Norfolk Southern Railway Company ordered by U.S. Department of Labor to pay more than $300,000 for Violating Federal Railroad Safety Act. The U.S. Department of Labor has found that, once again, the company has violated the whistleblower protection provisions of the Federal Railroad Safety Act. An investigation by the department's Occupational Safety and Health Administration revealed that the railroad terminated an employee in retaliation for reporting a workplace injury.

The department has ordered the company to pay the affected employee more than $300,000 in damages, including $200,000 in punitive damages, $75,000 in compensatory damages and $25,123.40 in attorney's fees.

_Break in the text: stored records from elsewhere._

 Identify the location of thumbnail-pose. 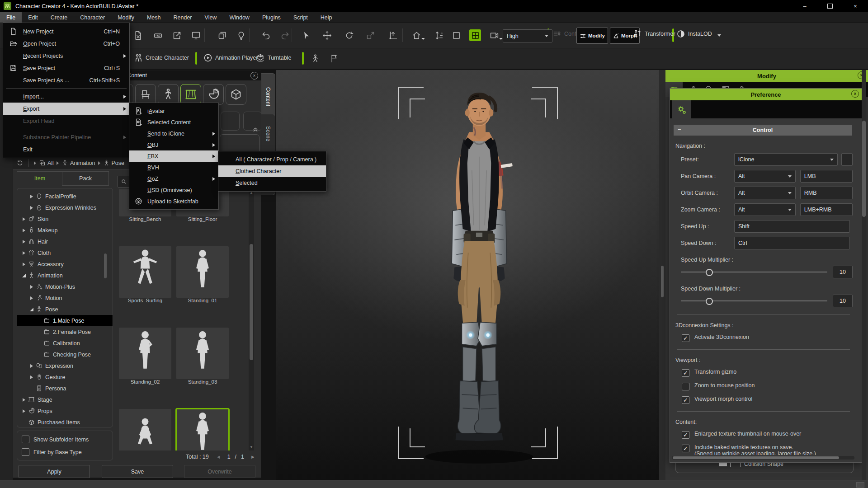
(145, 430).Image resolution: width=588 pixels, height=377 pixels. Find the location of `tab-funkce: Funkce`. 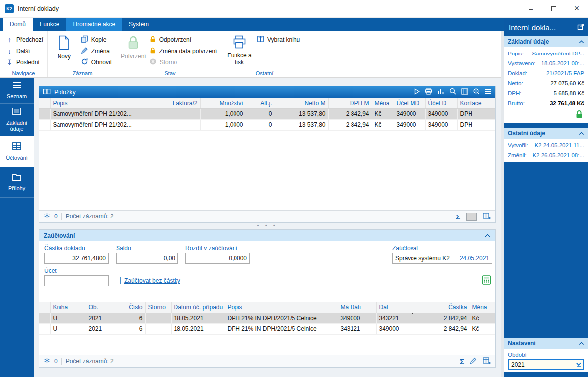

Additionally, the company must expunge the disciplinary record of the employee as well as post a notice regarding employees whistleblower protection rights under the FRSA and provide training to its employees about these rights. These actions follows several other orders issued by the department to Norfolk Southern Railway Co.

in the past year. OSHA's investigations have found that the company continues to retaliate against workers for reporting work-related injuries, which effectively has created a chilling effect in the railroad industry. The Chattanooga-based employee in this case reported an injury when he hit his hard hat against a horizontal support beam.

After conducting an investigative hearing, the railroad charged the employee with falsifying his injury and subsequently terminated him on Oct. 8, 2010. The employee appealed, and a Public Law Board upheld the railroad's decision while reducing the termination to a suspension with no back pay.

OSHA found that the railroad's investigative hearing was severely flawed and orchestrated to intentionally support management's decision to terminate the employee. Either party to this case can file an appeal to the Labor Department's Office of Administrative Law Judges. OSHA and the U.S. Department of Transportation's Federal Railroad Administration have signed a memorandum of agreement to facilitate coordination and cooperation between agencies regarding the enforcement of the FRSA's whistleblower provisions.

The act protects railroad employees from retaliation when they report safety violations, or work-related personal injuries or illnesses.